Friday, January 23, 2009

Old News is Good News

I'm going to a reunion tomorrow of some people at my college alma mater who worked with me on the student newspaper. It's actually a publications reunion of those who were involved in the newspaper, yearbook, and magazine. I'm excited but nervous, of course. I won't say how many years it's been, but I'm sure I won't be able to recognize some people and vice versa. What will be most interesting are not the changes in the faces, though, but what people have done with their lives. Most of my fellow editors were journalism majors, but some were not. I was an English major and then went on to library school. Although I did find a job in my chosen career and have been working at a public library for many years, I have also been able to fulfill my interest in writing in a variety of ways, most recently self publishing my romance novel, "Cloudy Rainbow."

When I first found out about the reunion and considered attending, I wondered who would be there and what everyone was doing now. I prepared a short speech in my head to reintroduce myself to the group. One thing worried me. Should I stick to talking about my library job, as mundane yet traditional as it is, or should I reveal my writing endeavors in a virtual world? For the past two years, I've been writing for a newspaper that covers Second Life news, making $4 a story which is even lower than most starving journalists make. In addition, this past year, I've been volunteering as the Associate Editor of a Second Life library magazine called RezLibris. All this is done in my spare time, of which I don't have a lot with a 4-year daughter at home. But I do it for the same reason I joined the student newspaper all those years ago -- for the experience, the fun, and the challenge.

Would my old colleagues, no pun intended, find it interesting or strange that I have become involved in virtual writing? And would they consider my self-published book, also featuring a virtual world, a literary achievement or a waste of paper (since it's POD, that may not be such a factor). I'd love their feedback, their reactions, especially since one part of the book is taken from my recollected experiences on the student paper. There was no Internet back then, no social networking, no 3-D worlds like Second Life. But there was still the need for communication, the need for news that could be provided and reported whether to a local community, a college campus, or the world. That need remains, although the media has changed in many ways.

So as I prepare to share my own personal news, I decide that my virtual writing just may interest some of the college publications gang and my book is a tribute to them as much as it is to the cat who I wrote it in memory of. For what I learned and what I gained from my experience with them surely shaped what I am today and the writing that I do.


* [WHAT YOU ARE ASKED TO DO]: Work out how many lines in the data hold the word "screenshot", and reply with that number only.

-- DATASET RECORDS follows --

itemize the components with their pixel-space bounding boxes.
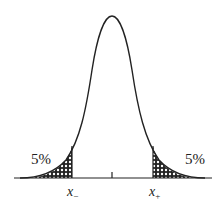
x-plus-label: x+ (149, 185, 160, 199)
x-minus-label: x− (67, 185, 78, 199)
right-tail-percent: 5% (185, 152, 205, 167)
normal-curve-diagram: 5% 5% x− x+ (0, 0, 223, 206)
curve-svg (0, 0, 223, 206)
left-tail-percent: 5% (31, 152, 51, 167)
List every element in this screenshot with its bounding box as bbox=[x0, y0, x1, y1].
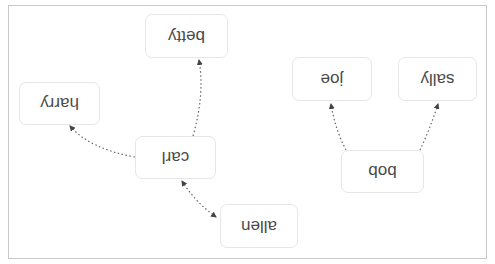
edge-carl-harry bbox=[70, 126, 135, 157]
edge-bob-joe bbox=[331, 104, 346, 150]
node-joe[interactable]: joe bbox=[292, 57, 372, 101]
node-label: allen bbox=[241, 216, 277, 236]
edge-bob-sally bbox=[420, 104, 438, 150]
node-harry[interactable]: harry bbox=[19, 82, 100, 125]
node-sally[interactable]: sally bbox=[398, 57, 477, 101]
node-allen[interactable]: allen bbox=[220, 204, 298, 248]
node-label: joe bbox=[321, 69, 344, 89]
node-label: sally bbox=[421, 69, 455, 89]
node-carl[interactable]: carl bbox=[135, 136, 216, 179]
node-label: carl bbox=[162, 148, 189, 168]
diagram-canvas: allen carl harry betty bob joe sally bbox=[0, 0, 495, 264]
node-label: harry bbox=[40, 94, 79, 114]
edge-allen-carl bbox=[182, 181, 216, 217]
node-betty[interactable]: betty bbox=[145, 14, 228, 58]
edge-carl-betty bbox=[193, 60, 201, 136]
node-label: bob bbox=[368, 162, 396, 182]
node-label: betty bbox=[168, 26, 205, 46]
node-bob[interactable]: bob bbox=[341, 150, 424, 193]
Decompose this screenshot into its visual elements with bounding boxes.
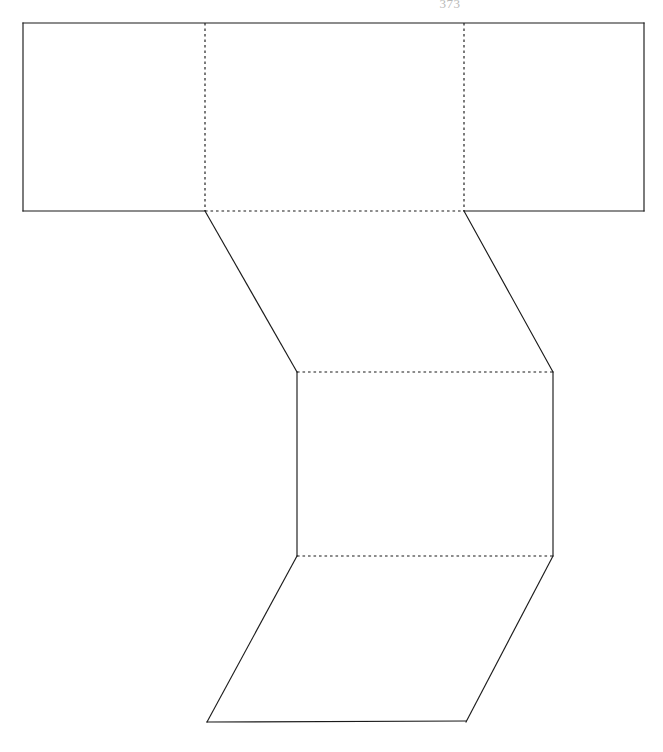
face-left-slant-face — [205, 211, 553, 372]
face-center-rectangle-face — [297, 372, 553, 556]
face-bottom-parallelogram-face — [207, 556, 553, 722]
net-figure — [0, 0, 663, 752]
page-canvas: 373 — [0, 0, 663, 752]
face-top-band-middle-face — [205, 23, 464, 211]
face-top-band-right-face — [464, 23, 644, 211]
face-top-band-left-face — [23, 23, 205, 211]
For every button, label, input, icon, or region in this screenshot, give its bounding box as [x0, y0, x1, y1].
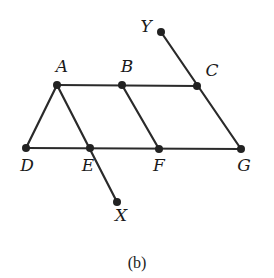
segment-yg — [161, 32, 241, 149]
point-y — [157, 28, 165, 36]
point-a — [53, 81, 61, 89]
figure-caption: (b) — [128, 254, 147, 272]
point-e — [86, 144, 94, 152]
point-label-g: G — [237, 155, 251, 175]
point-label-y: Y — [140, 16, 153, 36]
segment-ax — [57, 85, 117, 202]
point-d — [22, 144, 30, 152]
labeled-points: ABCDEFGXY — [19, 16, 251, 225]
point-label-c: C — [205, 60, 218, 80]
point-label-b: B — [120, 56, 134, 76]
point-label-a: A — [54, 56, 68, 76]
segment-ad — [26, 85, 57, 148]
segment-bf — [122, 85, 159, 149]
point-f — [155, 145, 163, 153]
segment-ac — [57, 85, 197, 86]
point-label-x: X — [113, 205, 128, 225]
point-c — [193, 82, 201, 90]
point-label-e: E — [81, 155, 95, 175]
point-label-d: D — [19, 155, 34, 175]
geometry-diagram: ABCDEFGXY (b) — [0, 0, 274, 278]
point-b — [118, 81, 126, 89]
point-label-f: F — [152, 155, 166, 175]
segment-dg — [26, 148, 241, 149]
point-g — [237, 145, 245, 153]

-- DATASET RECORDS concluded --

* [TASK ANSWER]: 3